This film will be released on video tomorrow.

Naomi Watts and Anthony Hopkins in You Will Meet a Tall Stranger (Sony Pictures Classics)
I, unlike many, will attest to the fact that reports of Woody Allen’s demise are greatly exaggerated. While last year’s reviews for Whatever Works were greatly mixed it does not seem like the kind of film that you can use to illustrate that someone had “lost it.”
In You Will Meet a Tall Dark Stranger you can see why people would say that, however, the way I see it is that you get in the film a pastiche of what’s both great and not so great about Allen. At the risk of sounding like a stereotypical fan who likes the “early, funny movies” it must be stated for the record that this film is a drama before all else.
Moreover, it examines some similar questions as both Whatever Works and Vicky Cristina Barcelona examined. It’s principally about life and love but to paraphrase Allen’s idol Ingmar Bergman “What else is there?” Where the film is somewhat lacking is that it could dig deeper.
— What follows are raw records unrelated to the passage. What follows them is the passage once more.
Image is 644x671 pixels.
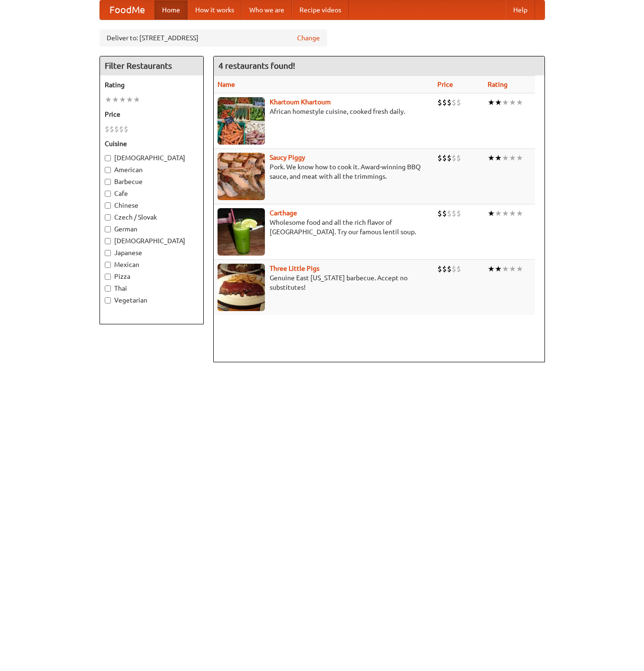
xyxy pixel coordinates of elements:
[105,238,111,244] input: [DEMOGRAPHIC_DATA]
[488,97,495,108] li: ★
[105,190,111,197] input: Cafe
[488,153,495,163] li: ★
[105,273,111,280] input: Pizza
[105,189,198,198] label: Cafe
[100,57,204,76] h4: Filter Restaurants
[242,1,292,20] a: Who we are
[217,264,265,311] img: littlepigs.jpg
[217,273,430,292] p: Genuine East [US_STATE] barbecue. Accept no substitutes!
[516,97,523,108] li: ★
[495,208,502,219] li: ★
[270,153,305,161] a: Saucy Piggy
[105,260,198,269] label: Mexican
[105,167,111,173] input: American
[456,97,462,108] li: $
[105,177,198,186] label: Barbecue
[270,265,320,272] b: Three Little Pigs
[105,272,198,281] label: Pizza
[105,95,112,105] li: ★
[495,153,502,163] li: ★
[270,98,331,105] a: Khartoum Khartoum
[105,212,198,222] label: Czech / Slovak
[443,153,447,163] li: $
[456,208,462,219] li: $
[188,1,242,20] a: How it works
[105,250,111,256] input: Japanese
[105,295,198,305] label: Vegetarian
[516,208,523,219] li: ★
[438,208,443,219] li: $
[488,81,508,88] a: Rating
[100,29,327,47] div: Deliver to: [STREET_ADDRESS]
[105,224,198,234] label: German
[105,155,111,161] input: [DEMOGRAPHIC_DATA]
[126,95,133,105] li: ★
[105,139,198,148] h5: Cuisine
[217,107,430,116] p: African homestyle cuisine, cooked fresh daily.
[155,1,188,20] a: Home
[452,153,456,163] li: $
[105,286,111,292] input: Thai
[443,97,447,108] li: $
[443,264,447,274] li: $
[105,201,198,210] label: Chinese
[452,97,456,108] li: $
[502,153,509,163] li: ★
[105,262,111,268] input: Mexican
[516,153,523,163] li: ★
[452,208,456,219] li: $
[509,208,516,219] li: ★
[124,124,129,134] li: $
[292,1,349,20] a: Recipe videos
[105,165,198,174] label: American
[217,81,235,88] a: Name
[509,97,516,108] li: ★
[105,214,111,220] input: Czech / Slovak
[112,95,119,105] li: ★
[100,1,155,20] a: FoodMe
[133,95,140,105] li: ★
[438,97,443,108] li: $
[509,264,516,274] li: ★
[105,297,111,303] input: Vegetarian
[438,264,443,274] li: $
[217,162,430,181] p: Pork. We know how to cook it. Award-winning BBQ sauce, and meat with all the trimmings.
[502,264,509,274] li: ★
[110,124,114,134] li: $
[105,124,110,134] li: $
[217,97,265,145] img: khartoum.jpg
[119,124,124,134] li: $
[119,95,126,105] li: ★
[270,209,297,217] a: Carthage
[438,153,443,163] li: $
[488,208,495,219] li: ★
[509,153,516,163] li: ★
[114,124,119,134] li: $
[297,33,320,43] a: Change
[456,264,462,274] li: $
[452,264,456,274] li: $
[447,97,452,108] li: $
[217,208,265,256] img: carthage.jpg
[516,264,523,274] li: ★
[217,153,265,200] img: saucy.jpg
[502,97,509,108] li: ★
[105,80,198,89] h5: Rating
[438,81,454,88] a: Price
[217,217,430,236] p: Wholesome food and all the rich flavor of [GEOGRAPHIC_DATA]. Try our famous lentil soup.
[105,248,198,257] label: Japanese
[447,153,452,163] li: $
[443,208,447,219] li: $
[105,236,198,246] label: [DEMOGRAPHIC_DATA]
[502,208,509,219] li: ★
[105,202,111,209] input: Chinese
[105,179,111,185] input: Barbecue
[105,153,198,163] label: [DEMOGRAPHIC_DATA]
[506,1,535,20] a: Help
[495,264,502,274] li: ★
[219,61,295,71] ng-pluralize: 4 restaurants found!
[105,284,198,293] label: Thai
What really holds the film back is that fears that were caused by the trailer are realized and it’s the voice over. It is perhaps the worst-delivered most poorly-acted voice over narration that I’ve been privy to listen to. Zak Orth’s delivery could not be be drier if he tried. The only thing that helps this film overcome it is the fact that there’s not a whole lot of it and he’s speaking Allen’s words. Sadly, it also unnecessarily spoon-feeds a relatively simple film and by speaking the film’s conclusion to its hypothesis this renders it more banal than it otherwise would’ve been.
The Bergman reference above is not totally misplaced as this is another examination by Allen of a subject that obsessed Bergman: death. Through these intertwining tales Allen not only examines how we deal with mortality but conversely, of course, with life and what the point to all of it is.
Barring the aforementioned narration the acting is good across the board. The characters are actually a bit less neurotic than Allen’s usual dramatis personnae and feel more like well-rounded, less erudite types. While these characters can come across as more flat it is a tribute to the actors in this film that they breathed life into them.
Another problem the film battled was the edit. The film is a bit too methodical. It never quite gets slow but it could quicken its step through the second and into the third act. True there are four interconnected storylines to resolve but they all end up more or less where we expect them to when we expect them to such that not as much time need be devoted to each to make the point that each segment is trying to make.
While the valid point that sometimes “delusion works better than medicine” is well-made and ties up the film nicely albeit heavy-handedly there is a surprise that develops towards the end that is never really resolved. Now while we can surmise what will happen and the dilemma the character in question is left with it would still have been nice to add a little more closure to that chapter than we get.
Although not a great work and not a minor work, Woody Allen’s films are still vital because he is not overly-concerned with genre or the trappings therein. He through his writing and his cinema is still one of the few American auteurs who is willing to ask real and serious questions with every film he takes on and for that reason his audience should spring eternal and not age with the great cineaste.